Abstract

Neighbourhood Planning is a form of small-scale, community-led land-use planning, introduced to England by the Localism Act 2011. It constitutes a radical shift for UK planning and a striking example of the participatory and localist turns in governance, allowing ‘laypeople’ to write their own statutory planning policies. Its promoters portray it as a straightforward transfer of power from state to community which prioritises local experiential knowledge and care for place. However, drawing on theoretical and methodological resources from Science and Technology Studies and four years of ethnographic fieldwork at two sites in the North West of England, my research suggests a more complex picture. I show how the practices of Neighbourhood Planning reproduce the category of the expert and the expert-agency coupling by producing a new subset of lay-experts.

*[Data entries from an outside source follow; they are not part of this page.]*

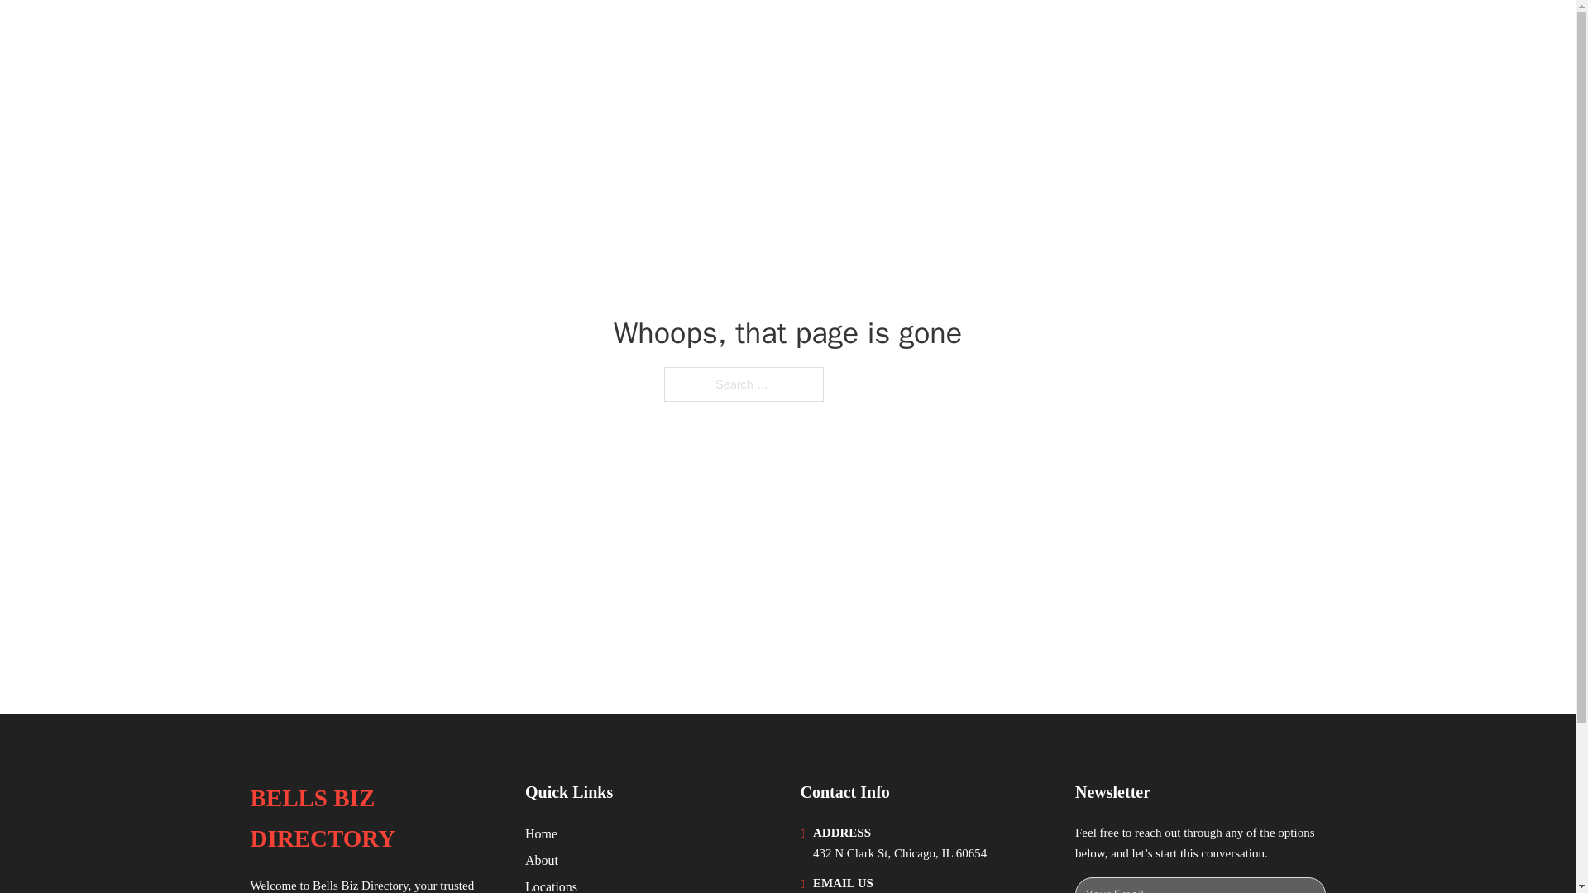 This screenshot has width=1588, height=893. Describe the element at coordinates (542, 860) in the screenshot. I see `About` at that location.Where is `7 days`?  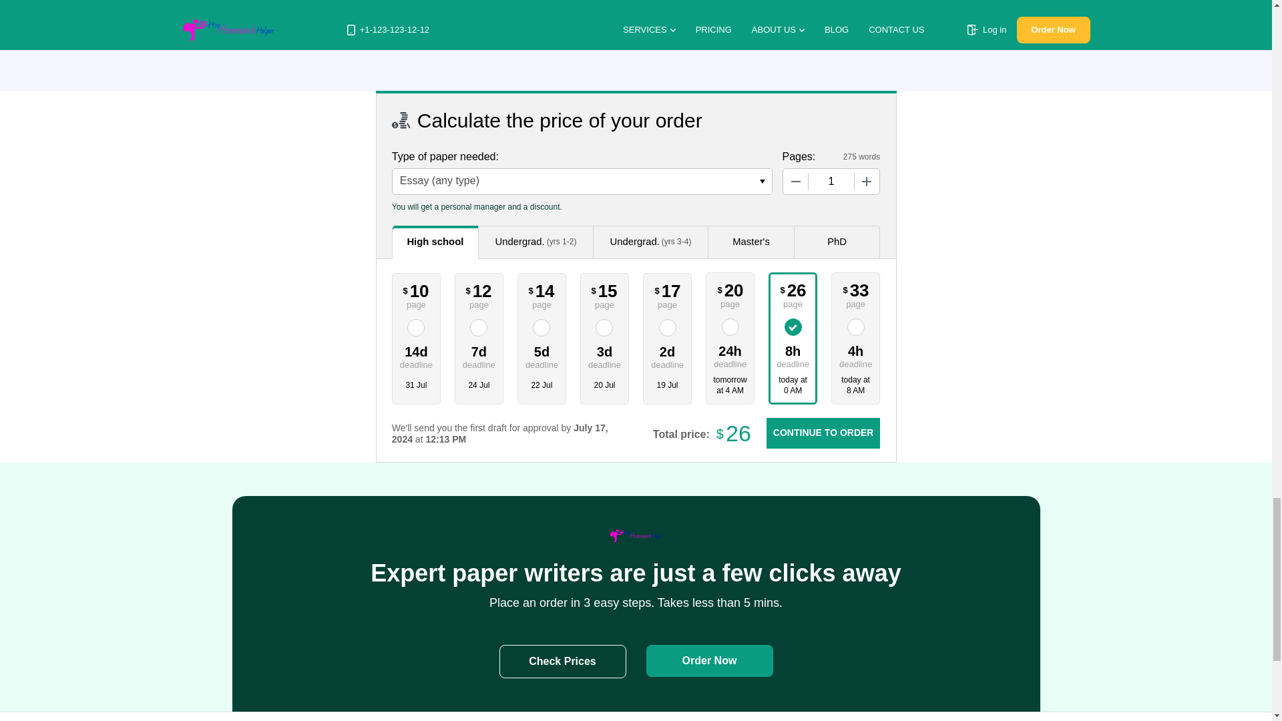
7 days is located at coordinates (479, 356).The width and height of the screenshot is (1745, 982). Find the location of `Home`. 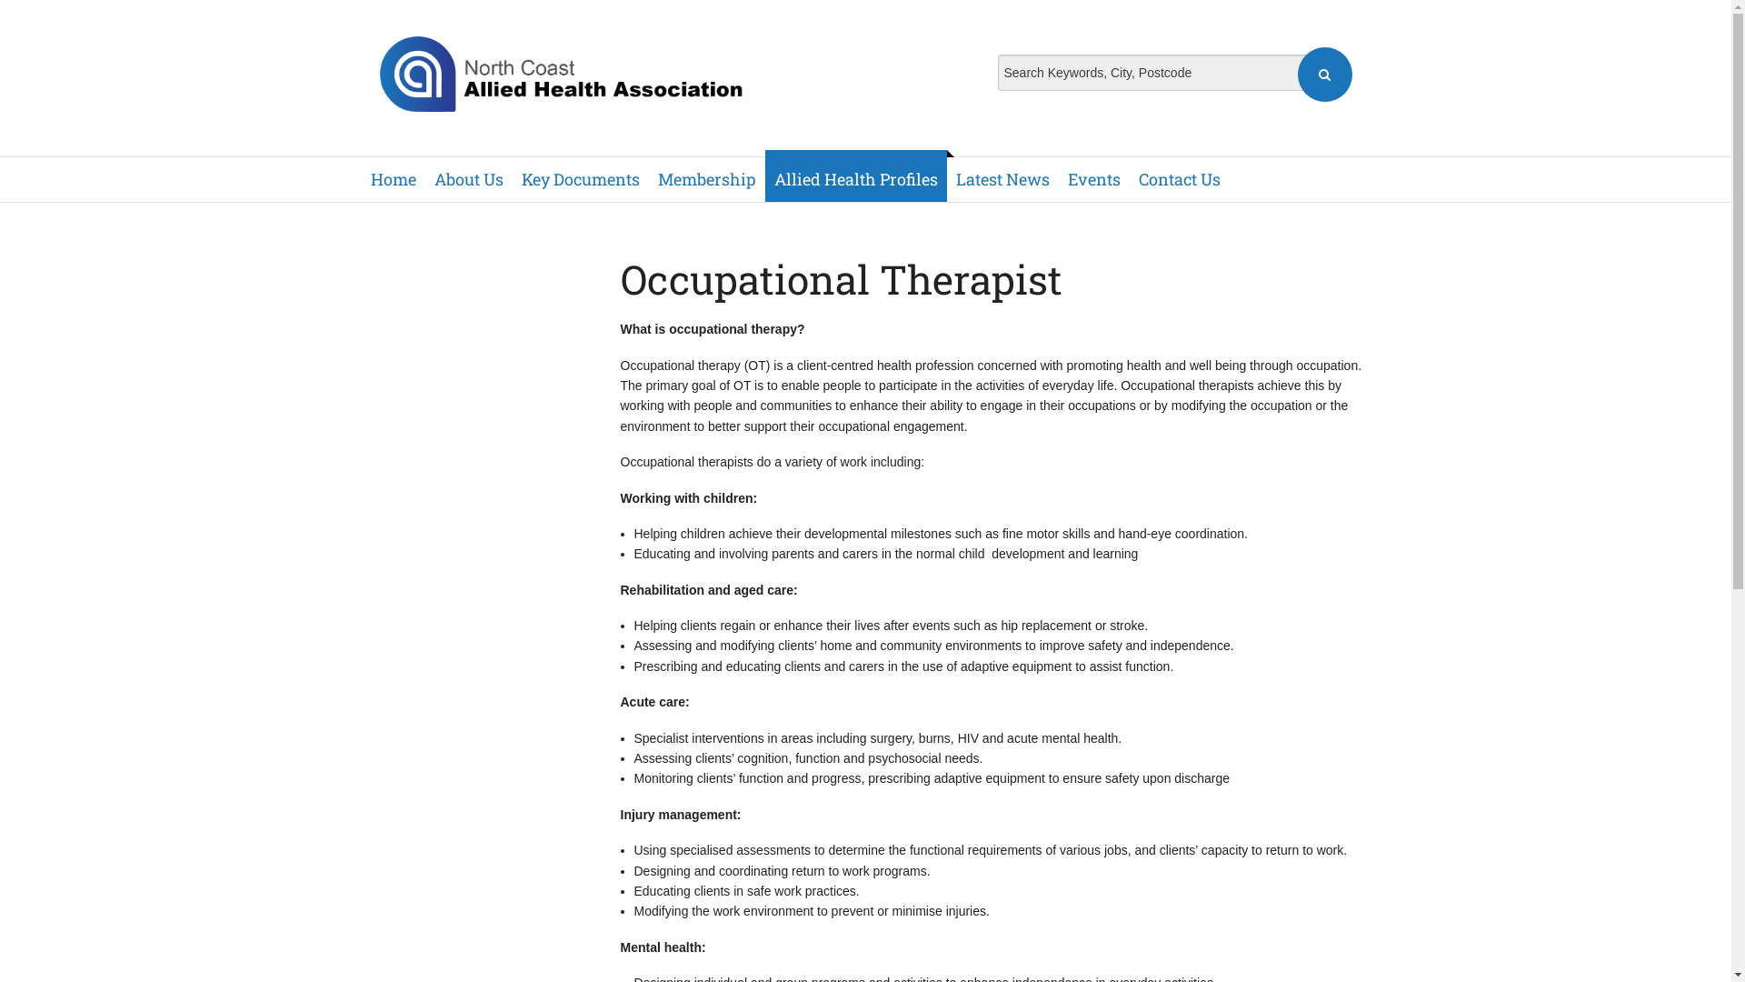

Home is located at coordinates (394, 180).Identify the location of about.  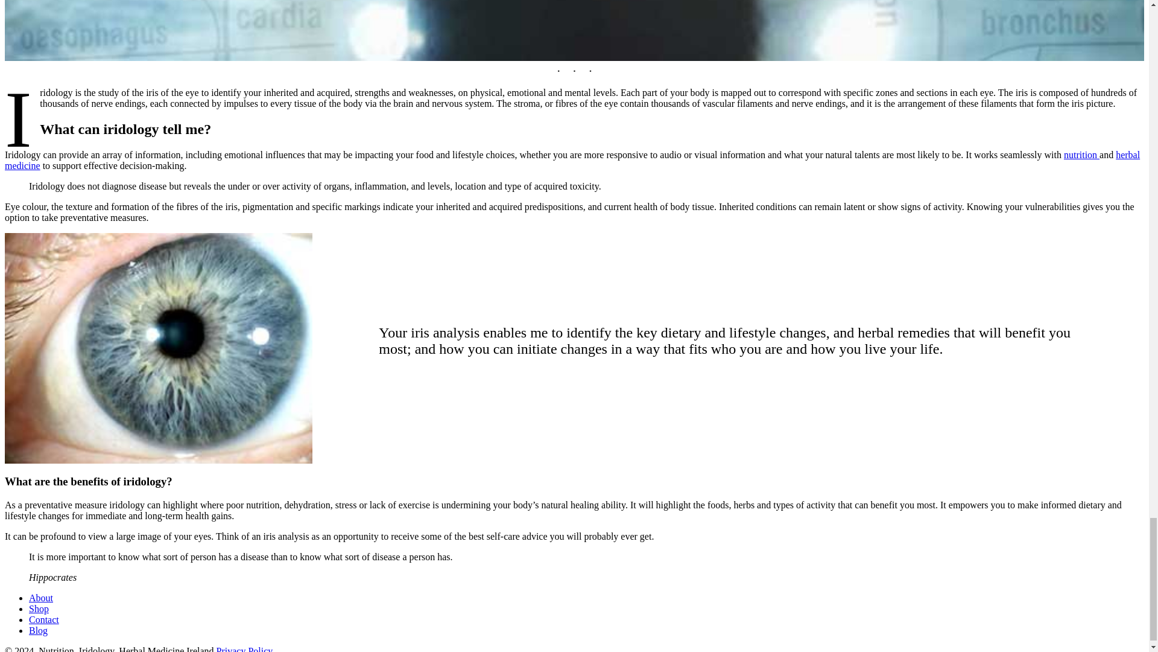
(41, 597).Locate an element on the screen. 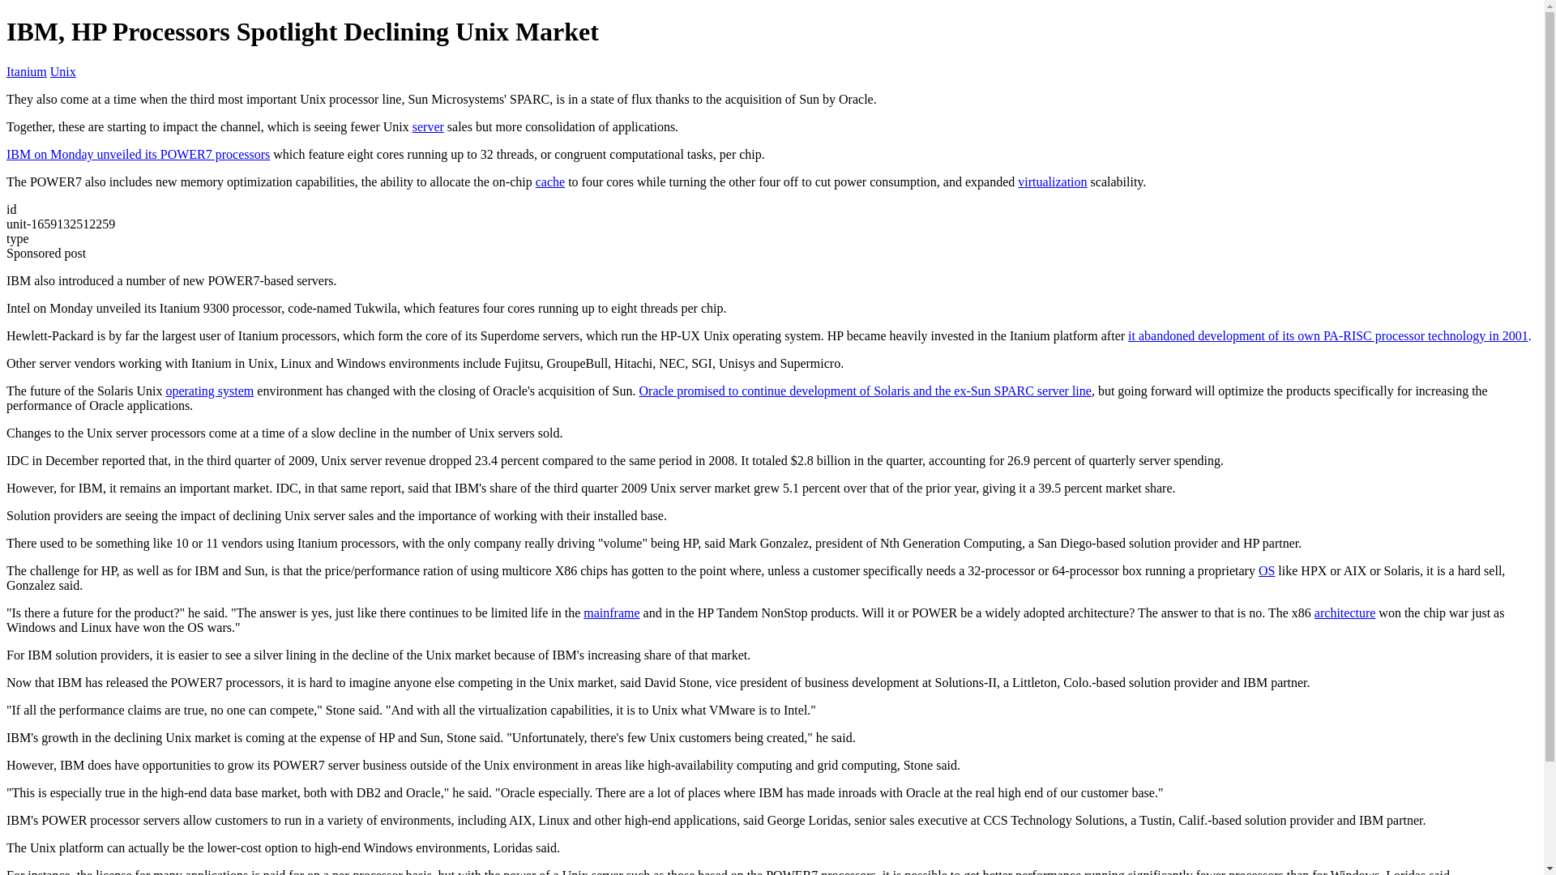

However, they occupy a precarious position, being reliant on established expertise to stabilise their expert identity, but also subject to displacement by that expertise. They must also perform other identities alongside that of the expert to establish and maintain their legitimacy, and powerful tensions arise between these identities. Successfully enacting this composite of identities enables them to draw on complex, hybrid forms of representative, participatory, and epistemological authority. This constrains their ability to represent the neighbourhood as experienced and forces them to reframe the issues that they want to address, but also enables them to make real differences to the ways in which the neighbourhood will change. Framing the production and evaluation of evidence in terms of ‘matters of concern’ (Latour) and ‘matters of care’ (Puig de la Bellacasa), situated in a narrative context, would enable the diversity of things that matter to these groups to be addressed more directly, and allow better critical consideration of both those knowledge claims labelled as ‘objective’ and those labelled as ‘subjective’.